Using View Models

Are you making proper use of view models in your Adobe Commerce presentation layer, or do you continue to give in to the temptation to create custom block classes for every need?

Including business and data providing logic in a custom block class used to be par for the course, and to be sure, you can still find innumerable examples of this pattern in Magento’s core code. But a better way eventually emerged, and if you haven’t yet embraced view models, there’s no time like the present!

To maximize the efficiency and portability of our code, it should always be our goal to separate concerns and to favor composition over inheritance. Custom blocks don’t do a great job of either; any block class you create is injected with a slew of dependencies thanks to the AbstractBlock it must extend.

This long list of dependencies is mostly related to a block class’s primary job: rendering. Or else they serve various functions just in case a block needs them! When you just want a class that provides data to your templates, which is usually what we’re after, that class doesn’t need to be saddled with these dependencies unrelated to that task.

A much better pattern is to create view models. Architect a class that injects only the dependencies it needs for delivering the right data; the only requirement is to implement \Magento\Framework\View\Element\Block\ArgumentInterface. View models can easily be set on blocks via layout XML and retrieved in templates:

There’s no limit to the number of such properties that can be set on a block, allowing even better separation of concerns with potentially multiple view models for different jobs! Custom block classes have their purpose - namely, when accessing the layout system and manipulating rendering are involved. But for the day-to-day task of providing data to your templates, view models are the way to go.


* _Brief_
Could you repeat, word for word, the line with "Locate an element on the screen. The" and every line after it in the records below, leaving out any pictures?
─── Records to use ───
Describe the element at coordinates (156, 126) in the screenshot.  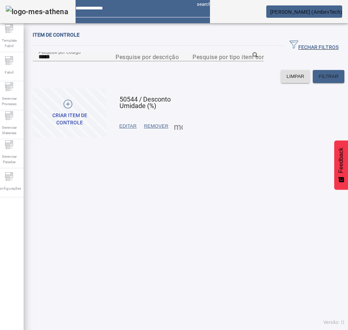
I see `button: REMOVER` at that location.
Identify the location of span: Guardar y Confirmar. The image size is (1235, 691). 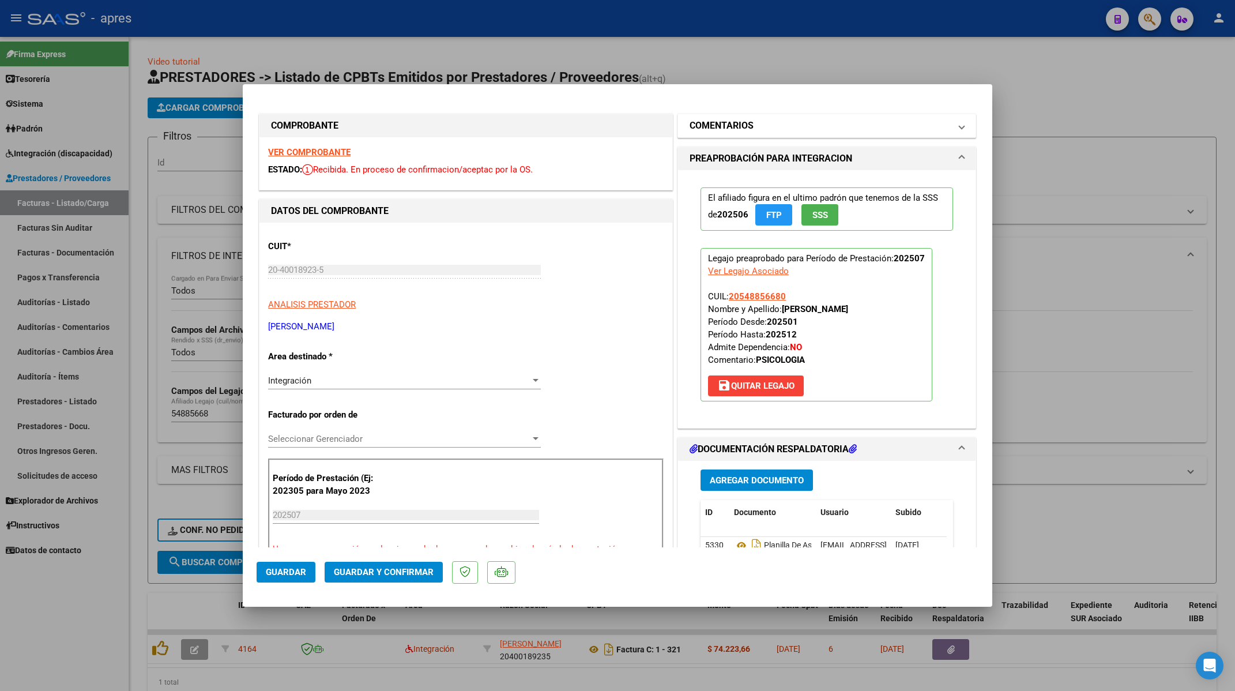
(383, 572).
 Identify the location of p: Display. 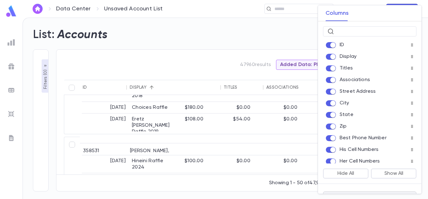
(348, 56).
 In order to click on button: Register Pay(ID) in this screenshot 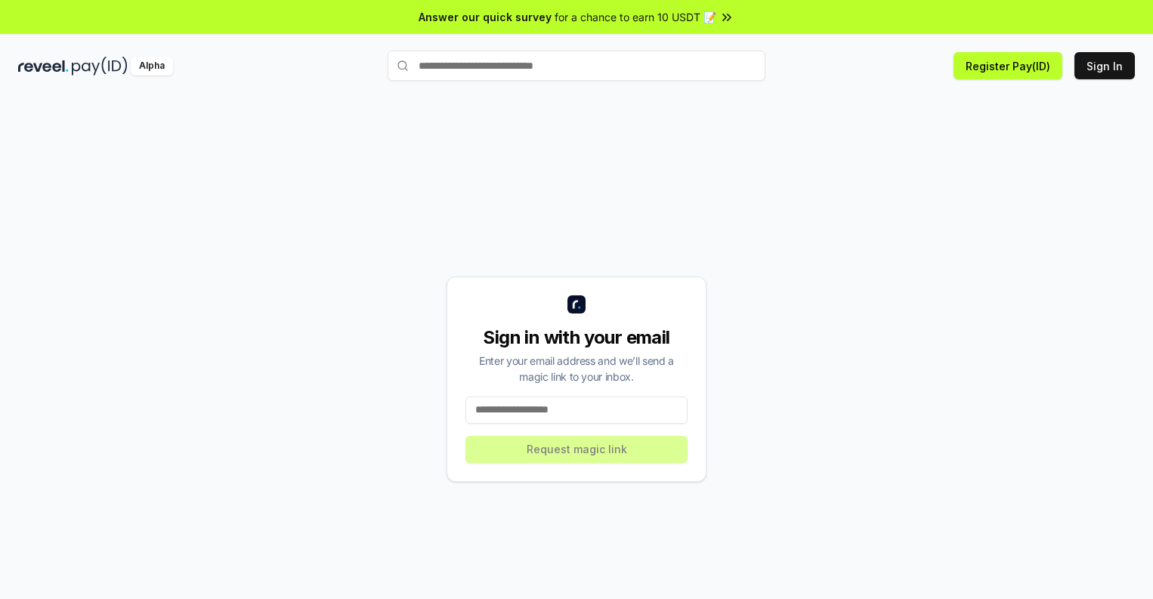, I will do `click(1008, 66)`.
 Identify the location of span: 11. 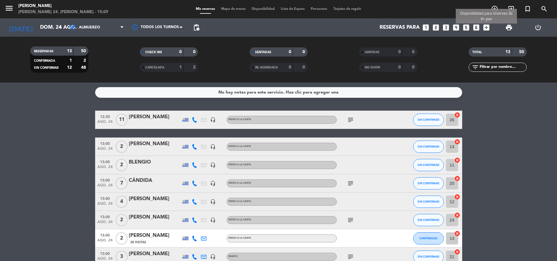
(121, 120).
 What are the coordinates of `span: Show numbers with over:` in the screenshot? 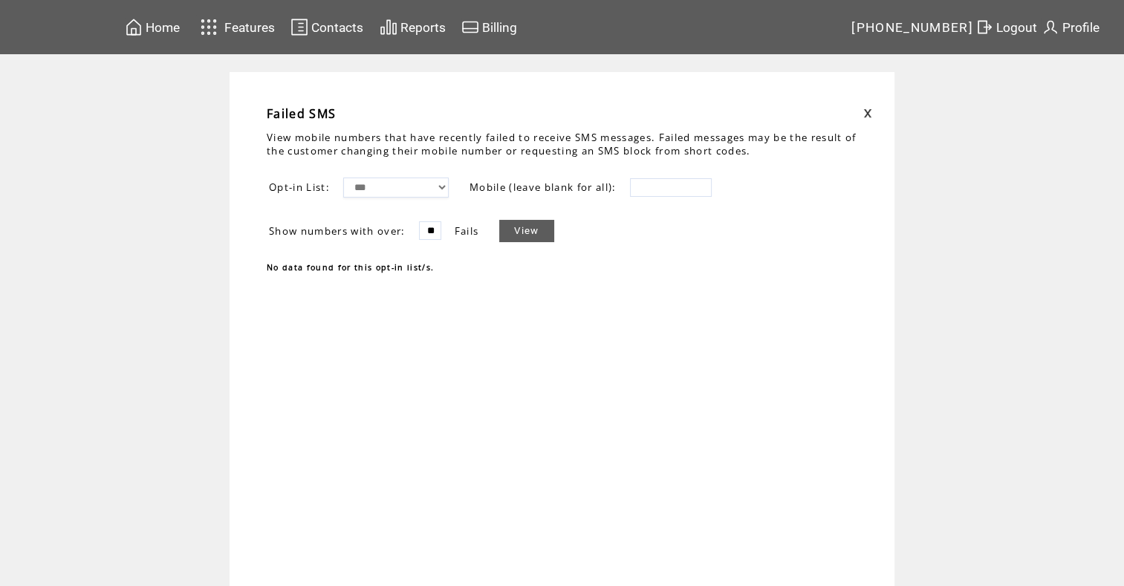 It's located at (337, 231).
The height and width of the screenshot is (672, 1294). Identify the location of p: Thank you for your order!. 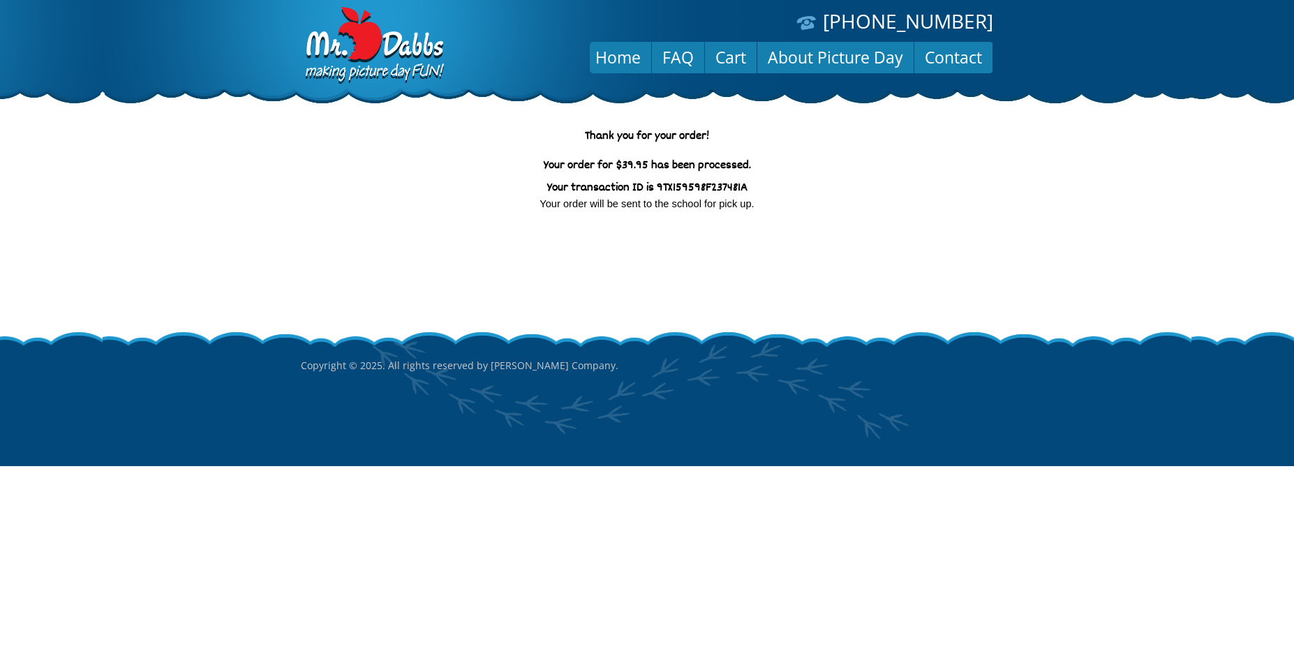
(647, 137).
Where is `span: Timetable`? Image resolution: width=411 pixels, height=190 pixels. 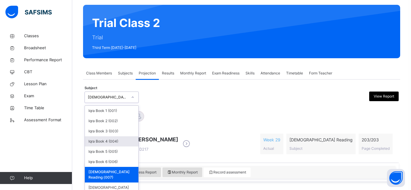 span: Timetable is located at coordinates (294, 73).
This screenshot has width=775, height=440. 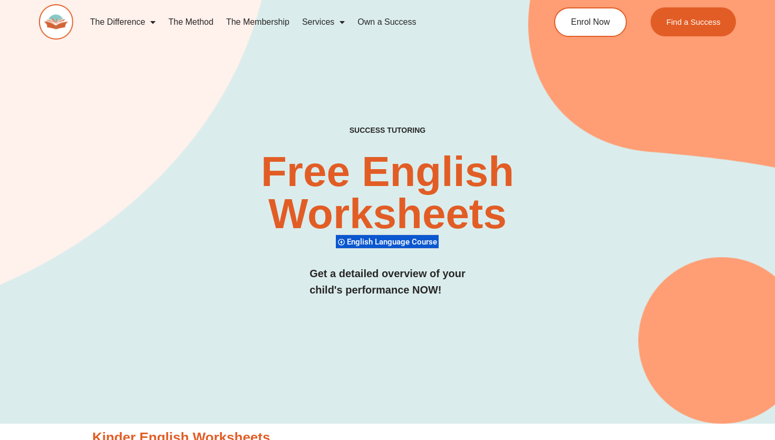 What do you see at coordinates (590, 22) in the screenshot?
I see `a: Enrol Now` at bounding box center [590, 22].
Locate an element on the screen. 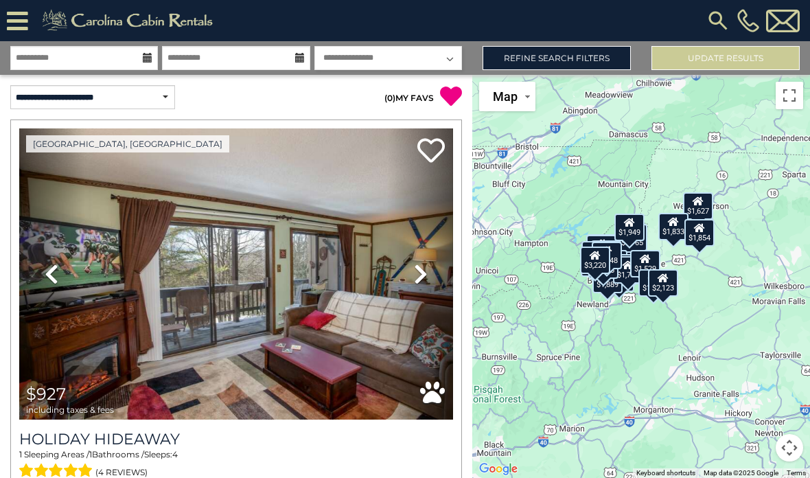 The image size is (810, 478). div: $1,833 is located at coordinates (674, 226).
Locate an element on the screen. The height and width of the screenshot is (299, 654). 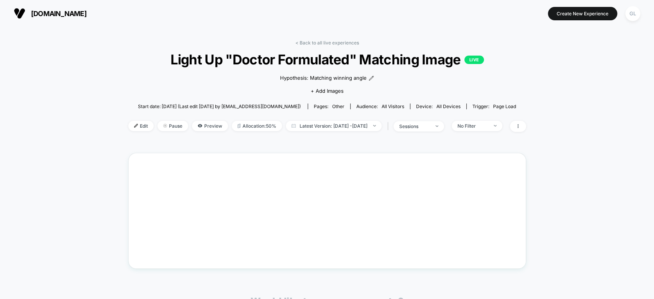
button: GL is located at coordinates (632, 13).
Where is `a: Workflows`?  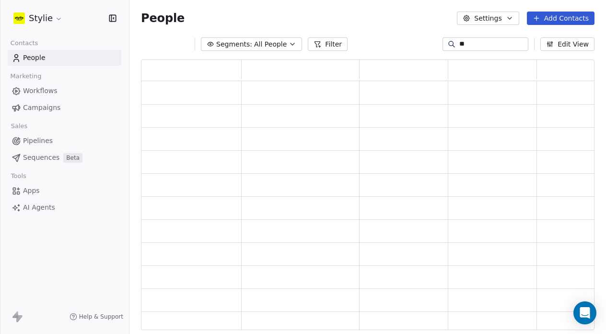
a: Workflows is located at coordinates (64, 91).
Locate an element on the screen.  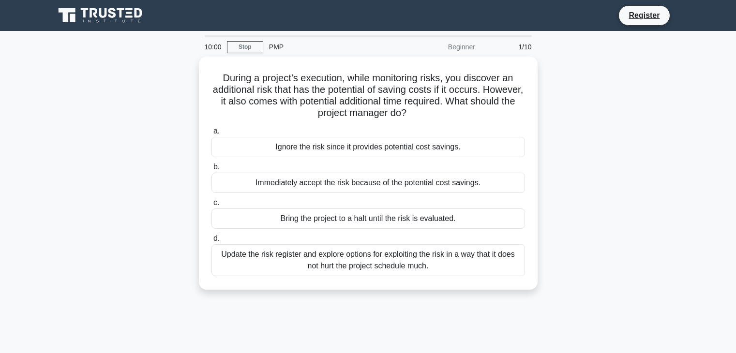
───
* _Output below_
Locate an element on the screen. The height and width of the screenshot is (299, 654). 
button: GL is located at coordinates (632, 13).
Where is `a: Workflows`?  
a: Workflows is located at coordinates (64, 91).
Locate an element on the screen.  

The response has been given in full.